Extract, exactly and without pictures, every line from the one that includes "Image resolution: width=1522" through the final line of the material below.

━━━━━━━━━━

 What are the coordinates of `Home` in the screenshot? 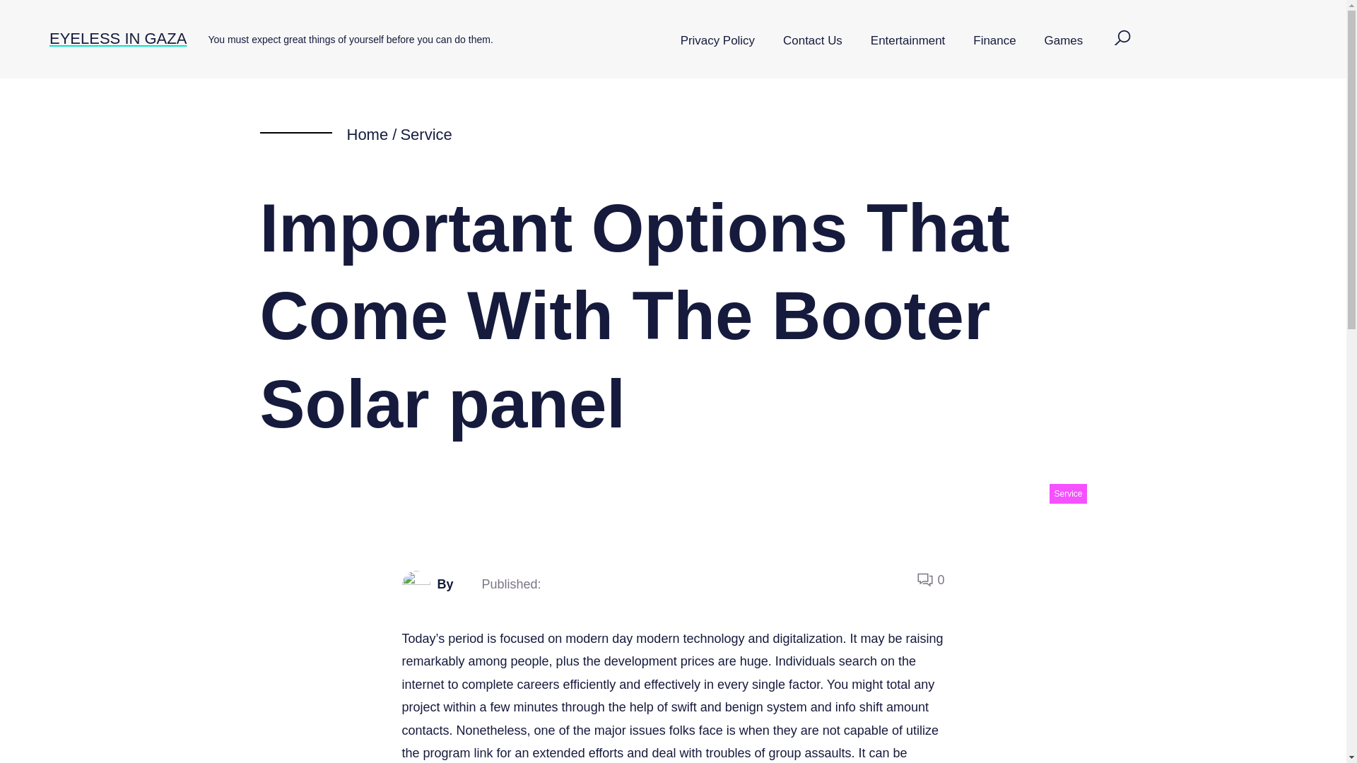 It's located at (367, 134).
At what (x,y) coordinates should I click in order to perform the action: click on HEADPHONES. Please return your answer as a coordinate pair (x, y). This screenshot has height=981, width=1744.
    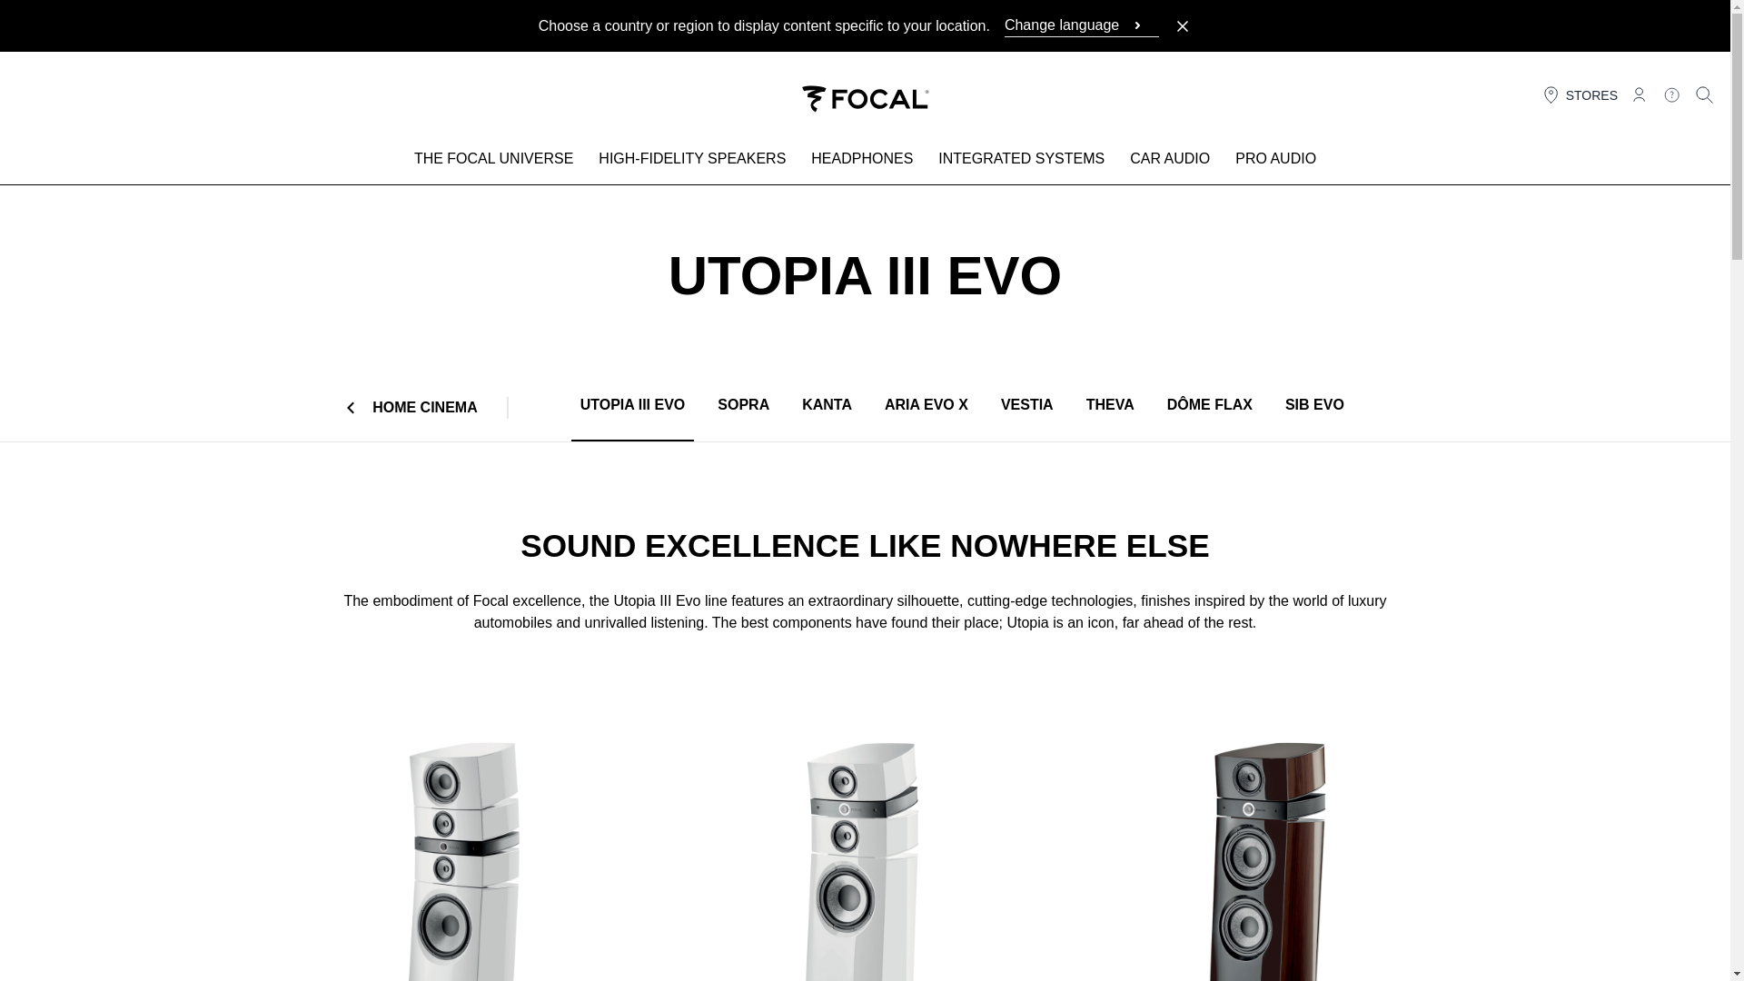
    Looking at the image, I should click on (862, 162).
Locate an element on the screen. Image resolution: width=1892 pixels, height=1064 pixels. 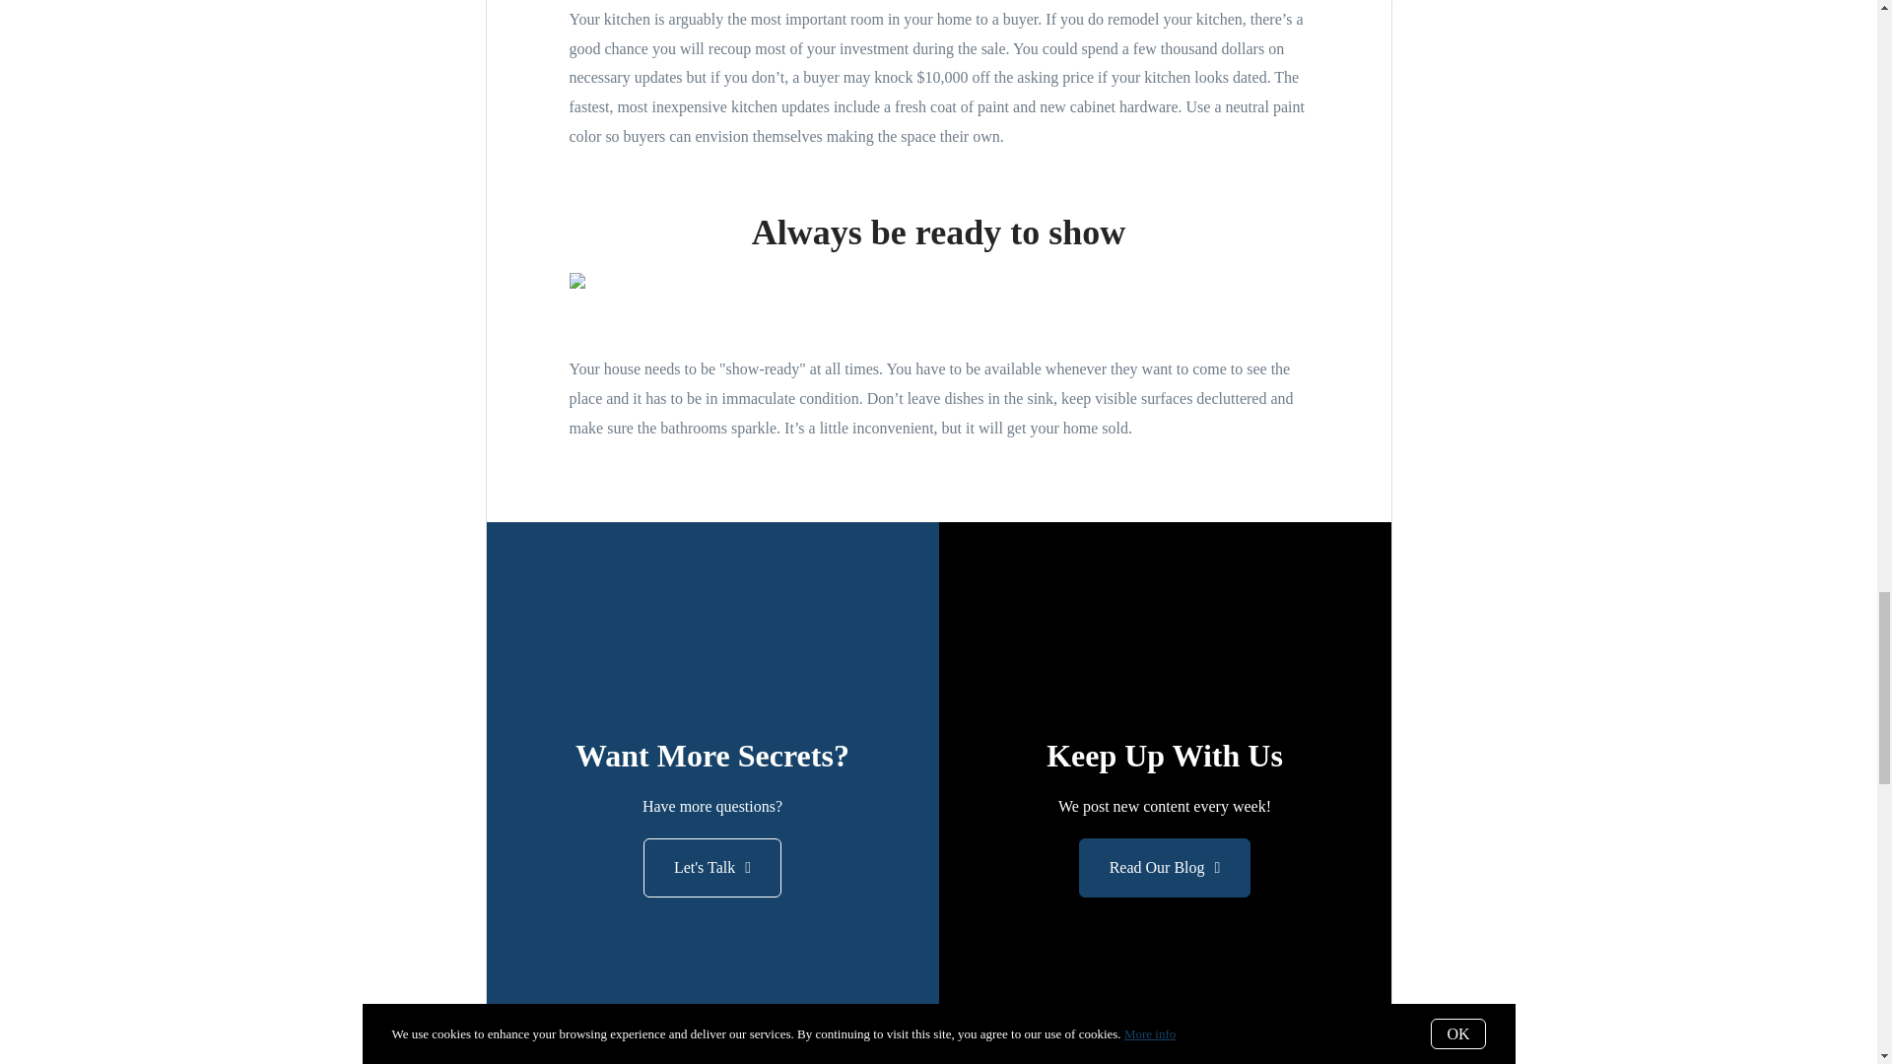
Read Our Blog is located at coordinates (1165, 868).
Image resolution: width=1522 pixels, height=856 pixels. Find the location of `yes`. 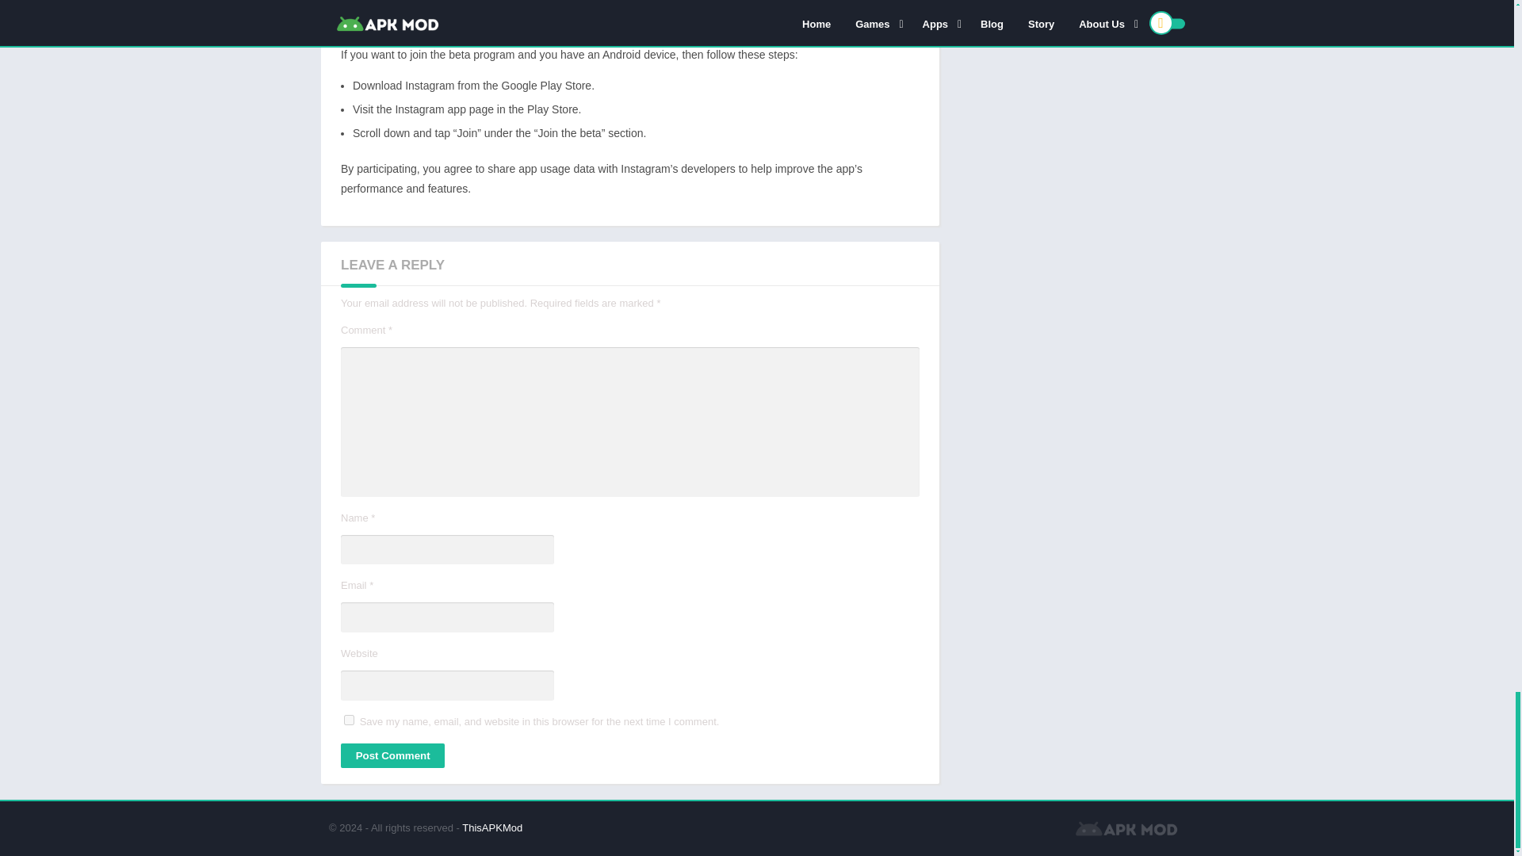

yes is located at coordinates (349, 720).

━━━━━━━━━━

▸ **Your solution**
Image resolution: width=1522 pixels, height=856 pixels. Find the location of `yes`. 

yes is located at coordinates (349, 720).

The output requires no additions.